Into that arbour a man strolled, up from the far side of the rise. I thought he was wearing a plumed costume. I wasn’t surprised; I wouldn’t have been surprised at anything that walked out of the landscape at Grandma’s—the place was full of wonders. But as he came down the hill I saw that he was quite an ordinary man. His hat was a beloved worn hat, grown fast to his head, but his boilersuit and boots were the dark-blue Meeko-system standard.
At his waist he wore a special belt with quantities of bunched feathers strung along it, swinging. The sunlight behind him filled the bunches with needles of light, and made the main curves shine like polished blades, and glowed in the frothier feathers. That delicious rustling, of soft live metal, whispered at us as he neared us.
‘Good evening to you!’ Grandma said in her uphill voice. ‘Evening.’
Grandma stopped. ‘Do you have birds there, or only feathers?’
‘Oh no, I’ve got whole birds.’ He lifted an armful of glitter. The small grey bodies hung beneath. Some were undamaged; others were part-devoured or crushed, the feathers matted with oil or blood; one was just the root of the tail, with the fine metal leg structure, the kera-plas claw-tips stripped of their paint.

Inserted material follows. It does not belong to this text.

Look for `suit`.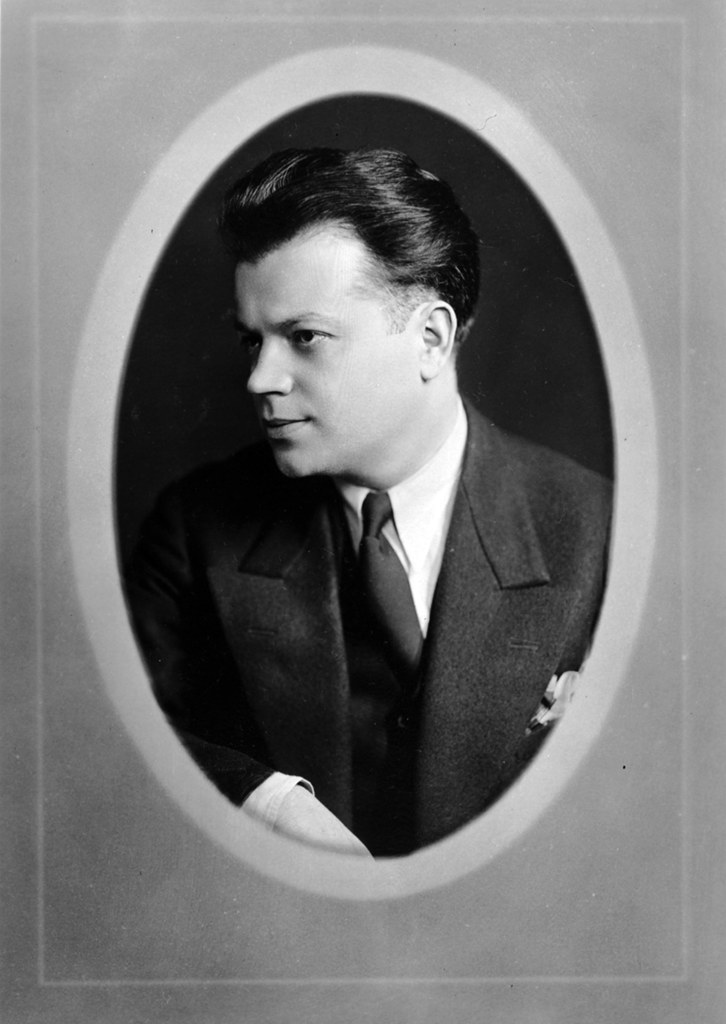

I wanted to reach in and touch, make the leg bend with my finger, but I sensed Grandma’s silence. She had drawn back in the stiffest disapproval, her whiskery mouth pursed. ‘The child doesn’t need to see that,’ she said sharply.
The man dropped the tails over the bodies, and smiled down at me. ‘They can get pretty banged up, out here in the bush. Every so often we go round and collect ’em all up, make ’em pretty again, and p
ut them back out all fresh.’
Grandma drew in her breath to speak, but he said to her, ‘I’ve always believed in giving it to ’em straight, little kids.’
‘Well!’
‘Yeah. Best to let ’em see things as they are. They can take it.’

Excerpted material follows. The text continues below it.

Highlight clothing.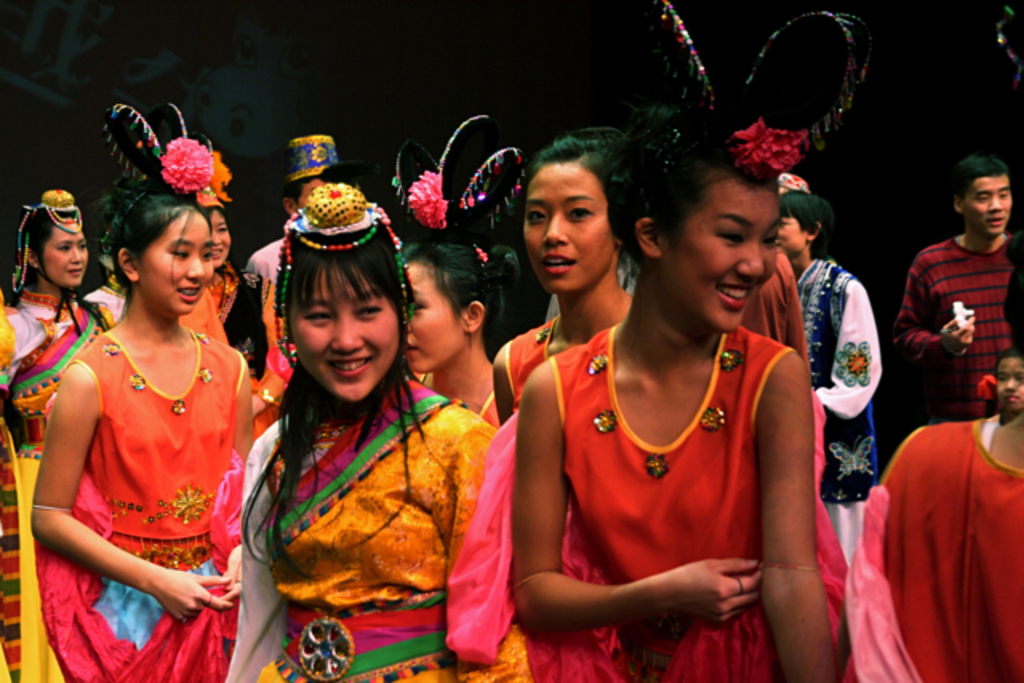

‘Oh, you think so,’ said Grandma.
He winked at me and walked on past us, down the road, his flounced bird-skirt setting up its fine rustling. I turned to watch him.
‘Come along, Daphne,’ said Grandma up ahead.
I caught up with her and we topped the hill into the full orange blast of the sunset.
‘Those people aren’t meant to be seen,’ she puffed. ‘Not by residents, not once induction’s complete. I shall write a letter to management.’
‘Why? What would management do?’
‘Put him in his place, I hope. Out of sight.’
I looked back down the hill. He already was out of sight. The white road was empty, slipping away into the dusky bush.
‘THAT CLOUD’S THICKENING,’ said Irini, peering out the Old Girl’s windscreen.
I didn’t answer. I felt ratty. Mum and Pruitt together always made me feel ratty, even without Greville’s pollutants and my usual overreaction to the injections. And now I had to ferry Irini home. Mum and Pruitt had only paid to bring Grandma to Greville. They hadn’t bought Irini a return trip.
Well, we knew you’d be going that way anyway, darling, said Pruitt.
It just would’ve been nice for someone to tell me, I’d muttered. Ahead of time.
You’ll be fine. She’s a nice old thing.
Pruitt was already light on her feet anticipating the trip home, the music, the communing. They spoke their own language together, those two. They might look like sides of beef, but they gushed at each other like Victorian spinster poets. If we’d all lived in the same town, and all come out together as a funeral party should—as blood relations, most of us—I’d be throwing up by now, having listened to that all the way.